Marilyn Hacker recommends The New Black by Evie Shockley: “A second collection of poems that delights with its virtuosity while confronting the conundrums of race, class, gender, and history. Shockley can entrance with or rupture narrative, is fluent in nonlinear forms and a splendid sonneteer. The poet’s verbal bravado is of a piece with her acute intelligence.” (Wesleyan, March 2011)

DeWitt Henry recommends A Girl Like You by Bruce Bennett: “The story of the end of an academic poet’s not-quite-affair with a young admirer, told in twenty-four sonnets, at once wise, witty, mocking and rueful, with overtones of E. A. Robinson’s ‘Eros Turannos.’” (Finishing Line Press, 2011)

Jane Hirshfield recommends Midnight Lantern: New and Selected Poems by Tess Gallagher: “The new poems section of this indispensable compendium is called ‘Signature,’ and that single word’s intelligence, multidirectionality, and resonant richness conveys no small part of Gallagher’s signature gifts. These are life-lifting and almost infinitely explorable poems.” (Graywolf, September 2011)

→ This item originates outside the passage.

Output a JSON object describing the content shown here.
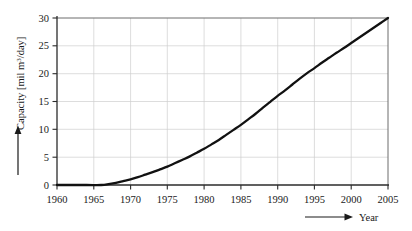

Maxine Kumin recommends Shakespeare’s Sisters: Women Writers Bridge Five Centuries edited by Gigi Bradford & Louisa Newlin: “Shakespeare’s Sisters contains prose and poetry by thirteen contemporary women writers (in the interest of full disclosure I am one of them) reflecting on women writers of the sixteenth and seventeenth centuries. This handsome chapbook is anything but dull. To pick one example: Jane Smiley has created lively imaginary letters exchanged between Desdemona and Marguerite, Queen of Navarre, ending with the tragic deaths of Othello and his beloved.” (Folger Shakespeare Library, 2012)

Philip Levine recommends Piano Lessons by Anna Goldsworthy: “A memoir which is actually a tribute to a teacher, Elenora Sivan, a Russian pianist and émigré living in Adelaide, Australia. As a very ambitious, self-confident child prodigy, Goldsworthy took piano lessons from Sivan and discovered that she either was totally without talent or knew next to nothing about the piano and its music. Her teacher does nothing to lessen the shock. An elderly woman, Sivan long ago gave up any notion that tact is an aid to teaching—or so we are led to believe for much of the book. She is eccentric, dictatorial, yet incredibly insightful, and in her broken English she manages to say everything that needs to be said. Goldsworthy comes to realize what is required to become a true artist. With the help of Sivan, she discovers within herself resources she had no idea she possessed. I have never read a better depiction of a great mentor and of [End Page 202] how true learning takes place. Every teacher of anything should read this book. Twice.” (Macmillan, October 2010)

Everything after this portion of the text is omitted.